Jim Fruchterman and Betsy Beaumon Discuss Benetech’s “Open Source for Good” Model on The Open Standard
By Benetech, posted on November 10, 2014At the heart of Silicon Valley—where the focus is all about things like enterprise hardware and software, consumer apps, digital advertising, and monetization of data, gaming, and entertainment—Benetech is an outlier, argues Mozilla’s new online magazine The Open Standard in an interview with CEO Jim Fruchterman and VP of Global Literacy Betsy Beaumon.
In a story titled “Open Source for the Global Good, From Silicon Valley,” author Caleb Garling sits down with Fruchterman and Beaumon to talk about Benetech’s model of “coding for global change” with open source solutions. They describe how Benetech has overhauled Martus, its free, secure, open source human rights information management software tool, to lower the barrier for using strong encryption; the impact its Bookshare initiative has had on the field of education and accessibility; and some of the new technology-for-good solutions Benetech is exploring, including using 3D printing to improve education for students with disabilities, and an open source, secure app generator that will benefit journalists, citizen reporters, activists, and other organizations or individuals who need reliable channels for secure mobile data collection and information exchange over the Internet.

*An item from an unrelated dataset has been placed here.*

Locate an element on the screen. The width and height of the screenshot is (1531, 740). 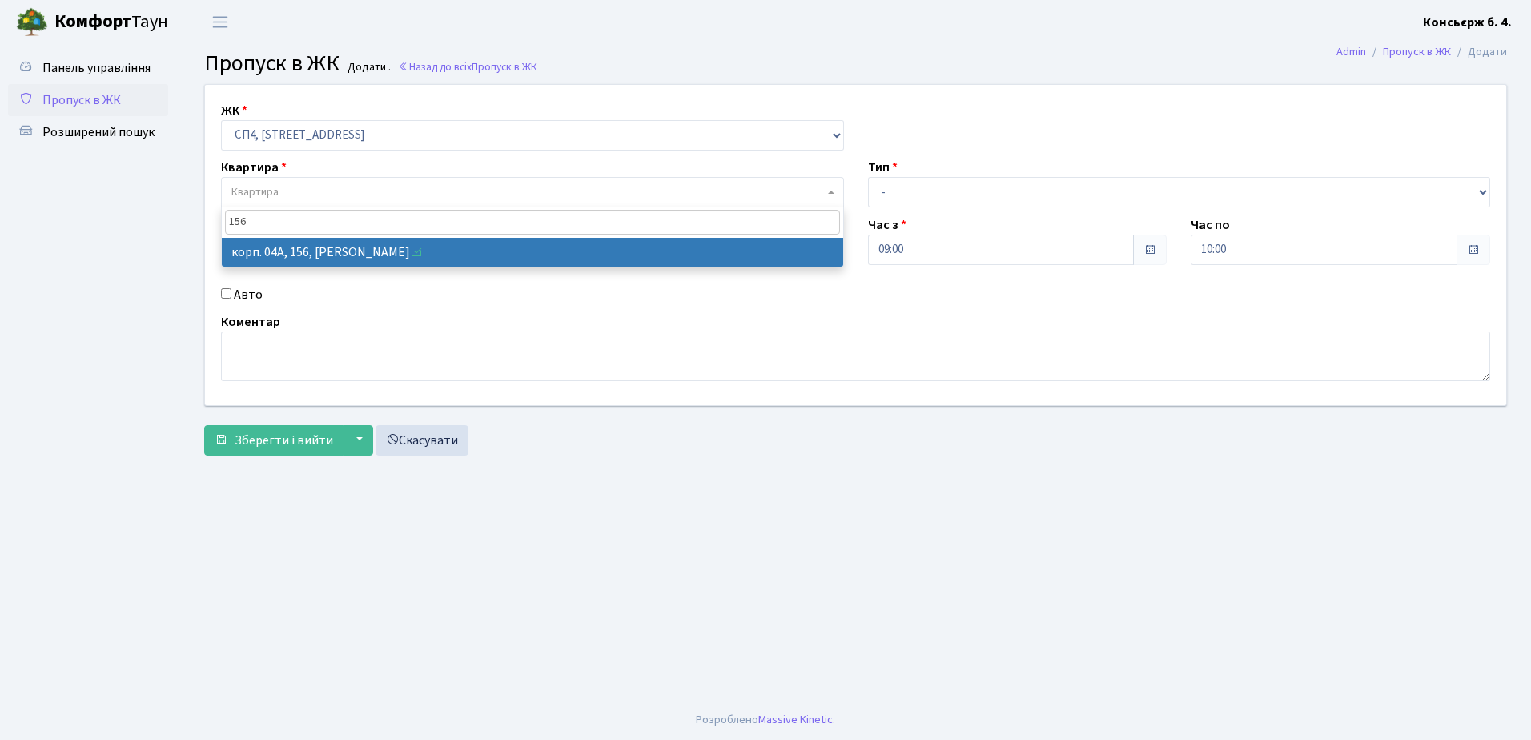
span: Зберегти і вийти is located at coordinates (283, 440).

“People are disappointed in the tech community because they think we’re all about greed,” Fruchterman notes. Part of what drives him after two decades of nonprofit technology development, he says, is “changing just a bit of that perception through concrete actions.”
Published by Mozilla, The Open Standard provides online news coverage of open, transparent, and collaborative systems at work in technology and our daily lives. Its purpose is to showcase the positive global impact of these systems and inspire more people to seek out, support, and adopt open principles of accessibility, participation, and experimentation.